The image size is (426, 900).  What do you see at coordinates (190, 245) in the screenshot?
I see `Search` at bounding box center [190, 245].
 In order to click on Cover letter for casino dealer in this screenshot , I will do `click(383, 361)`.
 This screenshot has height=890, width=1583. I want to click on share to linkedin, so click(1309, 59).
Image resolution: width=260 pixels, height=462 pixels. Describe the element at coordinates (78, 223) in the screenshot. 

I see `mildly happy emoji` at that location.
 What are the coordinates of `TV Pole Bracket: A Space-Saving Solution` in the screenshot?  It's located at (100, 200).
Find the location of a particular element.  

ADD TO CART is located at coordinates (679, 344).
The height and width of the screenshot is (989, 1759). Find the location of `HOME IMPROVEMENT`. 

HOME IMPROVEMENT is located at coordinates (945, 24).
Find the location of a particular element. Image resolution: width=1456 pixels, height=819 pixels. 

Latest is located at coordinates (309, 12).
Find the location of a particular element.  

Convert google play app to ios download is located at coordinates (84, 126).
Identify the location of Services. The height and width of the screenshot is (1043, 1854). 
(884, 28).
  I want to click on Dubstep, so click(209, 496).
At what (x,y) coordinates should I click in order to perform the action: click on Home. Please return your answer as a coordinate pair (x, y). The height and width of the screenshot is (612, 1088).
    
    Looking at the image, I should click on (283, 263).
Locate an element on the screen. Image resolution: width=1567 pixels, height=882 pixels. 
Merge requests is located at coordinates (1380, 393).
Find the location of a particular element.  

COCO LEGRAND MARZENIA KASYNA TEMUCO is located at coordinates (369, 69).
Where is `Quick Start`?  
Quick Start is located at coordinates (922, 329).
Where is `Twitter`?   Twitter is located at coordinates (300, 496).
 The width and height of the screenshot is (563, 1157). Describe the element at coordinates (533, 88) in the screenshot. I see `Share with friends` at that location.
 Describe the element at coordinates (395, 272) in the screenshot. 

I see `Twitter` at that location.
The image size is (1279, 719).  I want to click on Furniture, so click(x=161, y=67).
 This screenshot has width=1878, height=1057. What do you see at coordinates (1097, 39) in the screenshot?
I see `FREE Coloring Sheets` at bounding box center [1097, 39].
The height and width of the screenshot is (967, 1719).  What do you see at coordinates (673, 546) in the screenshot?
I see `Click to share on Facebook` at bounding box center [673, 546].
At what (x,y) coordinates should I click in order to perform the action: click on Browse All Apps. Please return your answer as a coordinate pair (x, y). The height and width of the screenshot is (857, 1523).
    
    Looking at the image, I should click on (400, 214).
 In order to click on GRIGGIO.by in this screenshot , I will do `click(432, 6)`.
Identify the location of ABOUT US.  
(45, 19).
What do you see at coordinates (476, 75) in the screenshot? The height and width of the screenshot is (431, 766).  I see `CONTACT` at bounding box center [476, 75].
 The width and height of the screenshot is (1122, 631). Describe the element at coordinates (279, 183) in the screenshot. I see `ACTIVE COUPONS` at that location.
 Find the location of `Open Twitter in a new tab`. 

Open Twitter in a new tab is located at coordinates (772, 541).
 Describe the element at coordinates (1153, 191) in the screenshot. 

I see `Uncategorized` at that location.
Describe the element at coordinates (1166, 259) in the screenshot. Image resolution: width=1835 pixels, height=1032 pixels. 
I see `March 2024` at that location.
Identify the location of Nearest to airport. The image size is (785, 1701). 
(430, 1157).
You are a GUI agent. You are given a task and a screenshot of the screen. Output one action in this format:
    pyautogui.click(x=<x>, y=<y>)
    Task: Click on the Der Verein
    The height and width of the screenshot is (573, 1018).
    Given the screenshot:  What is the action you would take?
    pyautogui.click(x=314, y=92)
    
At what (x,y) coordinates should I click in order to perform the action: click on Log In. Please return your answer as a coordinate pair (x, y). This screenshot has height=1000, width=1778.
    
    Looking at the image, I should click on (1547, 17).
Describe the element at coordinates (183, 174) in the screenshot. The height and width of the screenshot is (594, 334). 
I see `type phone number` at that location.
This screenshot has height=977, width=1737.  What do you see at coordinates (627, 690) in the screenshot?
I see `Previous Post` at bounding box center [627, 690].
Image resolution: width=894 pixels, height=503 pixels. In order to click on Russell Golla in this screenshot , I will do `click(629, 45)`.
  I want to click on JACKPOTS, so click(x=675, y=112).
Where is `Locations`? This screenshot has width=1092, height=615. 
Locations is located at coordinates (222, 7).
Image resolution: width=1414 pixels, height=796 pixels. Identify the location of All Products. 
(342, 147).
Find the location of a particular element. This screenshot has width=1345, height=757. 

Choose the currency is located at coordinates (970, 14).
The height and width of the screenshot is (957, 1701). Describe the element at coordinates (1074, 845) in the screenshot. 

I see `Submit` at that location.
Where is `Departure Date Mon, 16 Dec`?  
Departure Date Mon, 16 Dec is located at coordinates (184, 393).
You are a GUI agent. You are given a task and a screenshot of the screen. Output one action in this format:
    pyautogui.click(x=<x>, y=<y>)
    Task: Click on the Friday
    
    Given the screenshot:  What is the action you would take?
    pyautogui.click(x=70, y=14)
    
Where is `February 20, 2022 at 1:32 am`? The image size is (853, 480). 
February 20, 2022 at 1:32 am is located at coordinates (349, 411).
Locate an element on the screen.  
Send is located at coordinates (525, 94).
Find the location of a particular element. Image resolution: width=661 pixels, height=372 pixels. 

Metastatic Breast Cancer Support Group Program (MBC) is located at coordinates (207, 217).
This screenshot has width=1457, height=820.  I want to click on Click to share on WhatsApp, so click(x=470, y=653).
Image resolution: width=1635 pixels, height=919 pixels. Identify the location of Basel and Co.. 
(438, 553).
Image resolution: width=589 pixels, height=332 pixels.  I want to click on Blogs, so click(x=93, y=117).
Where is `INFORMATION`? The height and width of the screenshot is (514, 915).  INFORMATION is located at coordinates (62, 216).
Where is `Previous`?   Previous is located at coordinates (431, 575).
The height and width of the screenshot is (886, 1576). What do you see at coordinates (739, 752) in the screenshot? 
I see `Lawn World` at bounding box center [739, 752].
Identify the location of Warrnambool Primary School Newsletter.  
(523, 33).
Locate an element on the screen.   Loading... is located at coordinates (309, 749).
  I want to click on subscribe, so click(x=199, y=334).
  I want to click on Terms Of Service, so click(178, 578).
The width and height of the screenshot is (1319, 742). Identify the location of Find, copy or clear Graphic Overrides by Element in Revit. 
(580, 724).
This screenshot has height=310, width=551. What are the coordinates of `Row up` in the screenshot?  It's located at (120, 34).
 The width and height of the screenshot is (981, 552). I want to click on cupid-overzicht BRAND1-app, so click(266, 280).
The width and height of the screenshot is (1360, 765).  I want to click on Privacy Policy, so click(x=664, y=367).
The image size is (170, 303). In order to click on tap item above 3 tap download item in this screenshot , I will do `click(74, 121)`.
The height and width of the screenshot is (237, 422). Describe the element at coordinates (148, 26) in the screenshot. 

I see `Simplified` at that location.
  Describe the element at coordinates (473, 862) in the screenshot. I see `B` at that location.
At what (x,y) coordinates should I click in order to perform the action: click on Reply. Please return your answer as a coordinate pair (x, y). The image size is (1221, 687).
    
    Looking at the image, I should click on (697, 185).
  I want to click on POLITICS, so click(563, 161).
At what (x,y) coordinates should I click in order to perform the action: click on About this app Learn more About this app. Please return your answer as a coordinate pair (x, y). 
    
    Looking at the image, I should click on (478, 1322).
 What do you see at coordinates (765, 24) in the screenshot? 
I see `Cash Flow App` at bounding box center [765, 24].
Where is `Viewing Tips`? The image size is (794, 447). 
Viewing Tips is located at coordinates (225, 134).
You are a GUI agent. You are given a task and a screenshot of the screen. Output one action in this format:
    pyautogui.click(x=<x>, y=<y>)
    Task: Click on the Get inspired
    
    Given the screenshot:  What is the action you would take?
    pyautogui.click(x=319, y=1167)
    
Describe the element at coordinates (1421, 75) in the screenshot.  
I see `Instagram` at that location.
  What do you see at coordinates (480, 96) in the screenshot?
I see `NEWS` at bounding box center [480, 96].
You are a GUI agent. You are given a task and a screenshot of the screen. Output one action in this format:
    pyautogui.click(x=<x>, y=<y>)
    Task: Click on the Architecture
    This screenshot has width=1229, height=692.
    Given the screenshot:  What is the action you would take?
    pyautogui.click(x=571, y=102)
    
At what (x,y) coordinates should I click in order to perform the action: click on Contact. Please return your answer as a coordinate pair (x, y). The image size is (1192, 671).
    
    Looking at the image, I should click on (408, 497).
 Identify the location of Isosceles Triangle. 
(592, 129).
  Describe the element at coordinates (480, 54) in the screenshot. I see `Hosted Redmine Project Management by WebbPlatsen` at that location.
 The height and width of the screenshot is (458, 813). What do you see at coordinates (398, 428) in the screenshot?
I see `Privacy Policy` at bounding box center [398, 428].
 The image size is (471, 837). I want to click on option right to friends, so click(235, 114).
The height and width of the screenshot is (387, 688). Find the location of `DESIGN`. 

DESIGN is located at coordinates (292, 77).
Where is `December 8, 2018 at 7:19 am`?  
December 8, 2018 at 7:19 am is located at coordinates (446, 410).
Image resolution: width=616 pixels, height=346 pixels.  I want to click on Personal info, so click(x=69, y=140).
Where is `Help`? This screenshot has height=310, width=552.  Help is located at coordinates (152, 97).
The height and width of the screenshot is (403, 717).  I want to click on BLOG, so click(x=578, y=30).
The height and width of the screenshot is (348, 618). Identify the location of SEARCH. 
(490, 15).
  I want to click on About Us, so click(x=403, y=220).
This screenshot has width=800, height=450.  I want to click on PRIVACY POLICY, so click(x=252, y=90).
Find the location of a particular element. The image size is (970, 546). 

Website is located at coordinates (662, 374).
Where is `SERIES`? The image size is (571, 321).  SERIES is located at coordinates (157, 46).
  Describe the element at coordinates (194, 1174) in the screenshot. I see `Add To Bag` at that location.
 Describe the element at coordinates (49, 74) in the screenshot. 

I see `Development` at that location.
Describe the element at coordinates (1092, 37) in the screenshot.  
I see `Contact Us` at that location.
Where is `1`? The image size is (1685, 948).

■ **Exercise objective**: Transcribe the line that contains "The height and width of the screenshot is (403, 717)." exactly, then each line after it through the end of the material. Nothing else belongs in the output.

■ **Answer to this task**:
The height and width of the screenshot is (403, 717).  I want to click on BLOG, so click(x=578, y=30).
The height and width of the screenshot is (348, 618). Identify the location of SEARCH. 
(490, 15).
  I want to click on About Us, so click(x=403, y=220).
This screenshot has width=800, height=450.  I want to click on PRIVACY POLICY, so click(x=252, y=90).
Find the location of a particular element. The image size is (970, 546). 

Website is located at coordinates (662, 374).
Where is `SERIES`? The image size is (571, 321).  SERIES is located at coordinates (157, 46).
  Describe the element at coordinates (194, 1174) in the screenshot. I see `Add To Bag` at that location.
 Describe the element at coordinates (49, 74) in the screenshot. 

I see `Development` at that location.
Describe the element at coordinates (1092, 37) in the screenshot.  
I see `Contact Us` at that location.
Where is `1`? The image size is (1685, 948).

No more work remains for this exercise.